Mark is off in Arizona (February is probably one of the better times to be there) at the Estrella War. As is my wont, I've done some tidying, though I haven't hit the full-out blitzwerk that I sometimes achieve. I've cleared off most of the big table, and emptied three of the cubbies so that they can hold cds, but only a little dusting has occurred, and next to no sweeping. It tends to come upon me in spells, so I'm not much bothered that it hasn't yet.
The Medieval Seminar topic this year was Medieval Inventions, with a fair variety of lectures, including talks on water clocks, brewing, paper, and what Leonardo da Vinci actually invented.
Our display went well, with Daniel's contribution of clockwork and a puppet booth, Eda's loom, Brenda's great wheel, Stephen's music and Judy's pewter moulds. I got to play with the puppets, too.
I went to the talk on the invention of the page, which was a bit disappointing. Leaving aside the problem that the David Lam Auditorium is a cure for insomnia at the best of times, there was very little mentioned that was new to me, and I had philosophical issues with a number of the speaker's assumptions. First, he seemed to be ignoring the physical book in favour of pages in isolation--perhaps because, as he admitted, he loves fragmentary pages. But he considers the basic unit of the book to be the page. Not the leaf, not the two-pages-open, but the verso or recto considered all by itself. Which is only possible if you're examining a picture of the page, not the leaf or the book itself.
Even his diagram of a quire assumed that the folia were separate pieces from the get-go, inserted one inside the other. The folded model of a quire--the most common--wasn't even mentioned. Okay, I think the Insular mss were constructed that way, at least in the beginning, but it doesn't work very well, and it was abandoned for the folded model. (Unless you're talking one of the huge books that took one skin per folio.)
His mental model of a book seemed to be a stack of pages glued along the spine, like modern 'perfect' binding (irony of name duly noted) not medieval bindings at all.
This blinkered view created problems with his discussion of the proportions of the page as well. He didn't give any mention of Christopher de Hamel's observation that 'books are oblong because animals are oblong', and as Stephen said afterwards, he didn't discuss the relation of the page proportions to the Golden Ratio. In fact, he professed some bewilderment as to how the page had come to be so consistently proportional.
One of the difficulties of getting acquainted with the aesthetic of the medieval illuminated page is that we hardly ever see it the way it was meant to be seen: as two pages open, balancing each other. We see half, a page sundered, leaning awkwardly towards its vanished mate. A similar problem arises when we look at photographs of medieval or Renaissance panel paintings, usually shown without their frames, frames which were an integral part of the painting, created, glued, gessoed and gilded with it in the same workshop. It's as if art from all times and places must be reduced to the minimum, the studio concept of a stretched canvas.
Well, now I'm just depressing myself.
The Astrologer's Death creeps along, at maybe 150-200 words in an hour. But it is moving, at least. I expect it to be a much shorter draft than Willow Knot came out at, thank the Lord.
And I have an idea for a silly little short, based on a folksong I was listening to this morning. No possible market, but perhaps worth writing as an exercise.
On the arthritis front, the second knuckle of my left hand has stayed swollen (though not uncomfortable) since mid-January, but I don't know whether that's significant. My right shoulder was giving me gip this morning and most of the day, but that seems to have passed off now. I had full motion, but had to push my elbow with my other hand to get it above my shoulder, and after that it was fine.
I'm still learning the difference between 'not working' and 'hurts a bit but functions'.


### WHAT NEEDS TO BE DONE:
Report, word for word, every line of the material that contains "subdomain".

### PROVIDED DATA:
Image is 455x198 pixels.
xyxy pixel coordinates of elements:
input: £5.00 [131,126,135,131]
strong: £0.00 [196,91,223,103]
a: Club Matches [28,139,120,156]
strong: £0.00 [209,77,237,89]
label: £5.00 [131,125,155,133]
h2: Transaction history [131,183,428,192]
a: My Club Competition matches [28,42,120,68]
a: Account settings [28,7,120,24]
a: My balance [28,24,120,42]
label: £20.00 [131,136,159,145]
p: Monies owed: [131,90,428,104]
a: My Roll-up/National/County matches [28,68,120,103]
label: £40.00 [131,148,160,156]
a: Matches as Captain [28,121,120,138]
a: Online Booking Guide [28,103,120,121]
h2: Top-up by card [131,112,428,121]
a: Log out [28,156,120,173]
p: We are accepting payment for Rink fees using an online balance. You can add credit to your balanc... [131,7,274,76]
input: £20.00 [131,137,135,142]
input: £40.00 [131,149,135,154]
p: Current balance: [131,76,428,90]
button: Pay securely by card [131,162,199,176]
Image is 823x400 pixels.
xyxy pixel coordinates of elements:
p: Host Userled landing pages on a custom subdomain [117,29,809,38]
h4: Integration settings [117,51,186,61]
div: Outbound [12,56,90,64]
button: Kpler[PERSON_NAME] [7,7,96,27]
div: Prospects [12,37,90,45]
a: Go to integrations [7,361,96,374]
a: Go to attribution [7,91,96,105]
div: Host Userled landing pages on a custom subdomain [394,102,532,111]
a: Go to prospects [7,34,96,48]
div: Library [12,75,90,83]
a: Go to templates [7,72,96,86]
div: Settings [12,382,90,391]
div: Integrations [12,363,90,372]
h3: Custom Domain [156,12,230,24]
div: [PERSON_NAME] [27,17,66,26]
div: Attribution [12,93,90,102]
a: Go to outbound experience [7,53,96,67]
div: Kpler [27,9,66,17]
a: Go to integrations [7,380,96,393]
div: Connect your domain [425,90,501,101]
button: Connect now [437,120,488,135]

* * *

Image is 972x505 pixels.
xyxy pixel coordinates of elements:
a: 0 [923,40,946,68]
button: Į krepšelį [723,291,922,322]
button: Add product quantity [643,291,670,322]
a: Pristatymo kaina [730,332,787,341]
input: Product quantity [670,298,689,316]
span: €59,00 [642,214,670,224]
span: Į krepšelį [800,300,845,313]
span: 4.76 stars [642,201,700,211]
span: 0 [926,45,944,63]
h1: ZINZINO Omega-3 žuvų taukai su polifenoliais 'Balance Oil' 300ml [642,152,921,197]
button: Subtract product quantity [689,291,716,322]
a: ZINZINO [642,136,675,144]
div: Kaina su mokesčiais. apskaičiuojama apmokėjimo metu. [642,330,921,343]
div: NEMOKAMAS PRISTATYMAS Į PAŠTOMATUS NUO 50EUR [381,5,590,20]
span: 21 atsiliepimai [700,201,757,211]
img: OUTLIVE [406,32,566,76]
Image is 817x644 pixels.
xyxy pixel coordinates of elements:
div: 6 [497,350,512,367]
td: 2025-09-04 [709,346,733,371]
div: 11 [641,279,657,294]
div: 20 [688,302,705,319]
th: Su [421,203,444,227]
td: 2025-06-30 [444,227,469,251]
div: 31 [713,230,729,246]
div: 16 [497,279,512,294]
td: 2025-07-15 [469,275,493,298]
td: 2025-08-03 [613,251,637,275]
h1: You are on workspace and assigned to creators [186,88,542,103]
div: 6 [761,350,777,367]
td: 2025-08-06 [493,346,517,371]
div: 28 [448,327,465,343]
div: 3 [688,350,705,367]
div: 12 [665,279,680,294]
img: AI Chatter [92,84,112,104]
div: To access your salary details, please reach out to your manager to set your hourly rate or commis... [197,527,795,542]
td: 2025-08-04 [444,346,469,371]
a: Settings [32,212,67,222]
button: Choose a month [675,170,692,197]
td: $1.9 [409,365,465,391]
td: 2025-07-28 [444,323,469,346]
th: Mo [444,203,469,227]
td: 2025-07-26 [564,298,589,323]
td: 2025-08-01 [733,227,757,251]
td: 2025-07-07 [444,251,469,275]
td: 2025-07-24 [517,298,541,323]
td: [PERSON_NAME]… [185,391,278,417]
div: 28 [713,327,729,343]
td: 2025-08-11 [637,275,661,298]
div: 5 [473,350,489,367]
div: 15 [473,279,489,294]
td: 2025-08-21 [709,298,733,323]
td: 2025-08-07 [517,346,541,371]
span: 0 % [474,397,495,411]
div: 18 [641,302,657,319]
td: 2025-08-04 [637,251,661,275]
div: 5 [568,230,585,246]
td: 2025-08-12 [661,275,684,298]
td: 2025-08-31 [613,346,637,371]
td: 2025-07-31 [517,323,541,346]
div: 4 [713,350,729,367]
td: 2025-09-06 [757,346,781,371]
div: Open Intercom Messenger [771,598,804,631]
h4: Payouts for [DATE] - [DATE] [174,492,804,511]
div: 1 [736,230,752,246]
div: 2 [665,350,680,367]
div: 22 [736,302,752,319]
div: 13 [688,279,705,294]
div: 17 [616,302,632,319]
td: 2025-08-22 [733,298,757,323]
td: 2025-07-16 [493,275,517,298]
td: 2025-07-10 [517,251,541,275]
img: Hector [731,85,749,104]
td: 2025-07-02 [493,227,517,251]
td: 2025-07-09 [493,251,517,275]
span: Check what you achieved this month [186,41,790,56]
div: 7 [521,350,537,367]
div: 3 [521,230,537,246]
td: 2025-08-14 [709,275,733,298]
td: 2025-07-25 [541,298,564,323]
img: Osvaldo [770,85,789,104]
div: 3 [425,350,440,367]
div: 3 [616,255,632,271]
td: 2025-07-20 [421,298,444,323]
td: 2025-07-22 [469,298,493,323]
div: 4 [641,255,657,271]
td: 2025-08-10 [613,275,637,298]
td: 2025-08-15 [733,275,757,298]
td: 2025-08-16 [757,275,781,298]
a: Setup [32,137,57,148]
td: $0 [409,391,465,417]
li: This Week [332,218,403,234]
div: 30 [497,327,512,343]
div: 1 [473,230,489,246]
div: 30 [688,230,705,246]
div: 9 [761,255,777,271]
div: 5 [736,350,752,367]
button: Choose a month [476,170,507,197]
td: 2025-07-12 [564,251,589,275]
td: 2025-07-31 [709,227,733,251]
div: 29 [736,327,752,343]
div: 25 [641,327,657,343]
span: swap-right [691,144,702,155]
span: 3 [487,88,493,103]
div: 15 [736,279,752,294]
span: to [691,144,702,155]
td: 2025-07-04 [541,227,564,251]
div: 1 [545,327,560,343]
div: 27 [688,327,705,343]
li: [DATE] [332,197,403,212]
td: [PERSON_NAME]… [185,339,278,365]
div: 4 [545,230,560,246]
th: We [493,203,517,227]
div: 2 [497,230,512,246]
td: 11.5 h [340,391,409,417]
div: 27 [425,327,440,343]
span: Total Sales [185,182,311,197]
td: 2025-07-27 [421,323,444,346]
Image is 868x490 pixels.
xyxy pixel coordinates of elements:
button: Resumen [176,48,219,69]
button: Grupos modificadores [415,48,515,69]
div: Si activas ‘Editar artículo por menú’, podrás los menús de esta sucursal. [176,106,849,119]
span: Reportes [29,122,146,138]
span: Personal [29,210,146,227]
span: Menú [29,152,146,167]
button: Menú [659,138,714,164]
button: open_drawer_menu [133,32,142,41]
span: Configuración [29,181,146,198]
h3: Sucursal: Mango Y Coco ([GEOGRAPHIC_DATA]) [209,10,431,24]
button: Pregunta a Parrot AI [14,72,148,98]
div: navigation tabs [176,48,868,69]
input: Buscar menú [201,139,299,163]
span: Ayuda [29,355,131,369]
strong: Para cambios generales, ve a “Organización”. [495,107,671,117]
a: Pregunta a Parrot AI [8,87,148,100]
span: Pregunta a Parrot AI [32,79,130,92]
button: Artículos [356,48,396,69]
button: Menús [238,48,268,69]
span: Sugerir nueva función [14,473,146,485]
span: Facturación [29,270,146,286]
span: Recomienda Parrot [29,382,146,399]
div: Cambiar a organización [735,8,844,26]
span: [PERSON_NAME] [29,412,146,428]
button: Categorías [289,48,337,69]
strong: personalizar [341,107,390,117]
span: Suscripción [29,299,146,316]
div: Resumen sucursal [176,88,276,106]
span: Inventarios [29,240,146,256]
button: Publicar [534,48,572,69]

### WRITTEN ANSWER:
p: Host Userled landing pages on a custom subdomain [117,29,809,38]
div: Host Userled landing pages on a custom subdomain [394,102,532,111]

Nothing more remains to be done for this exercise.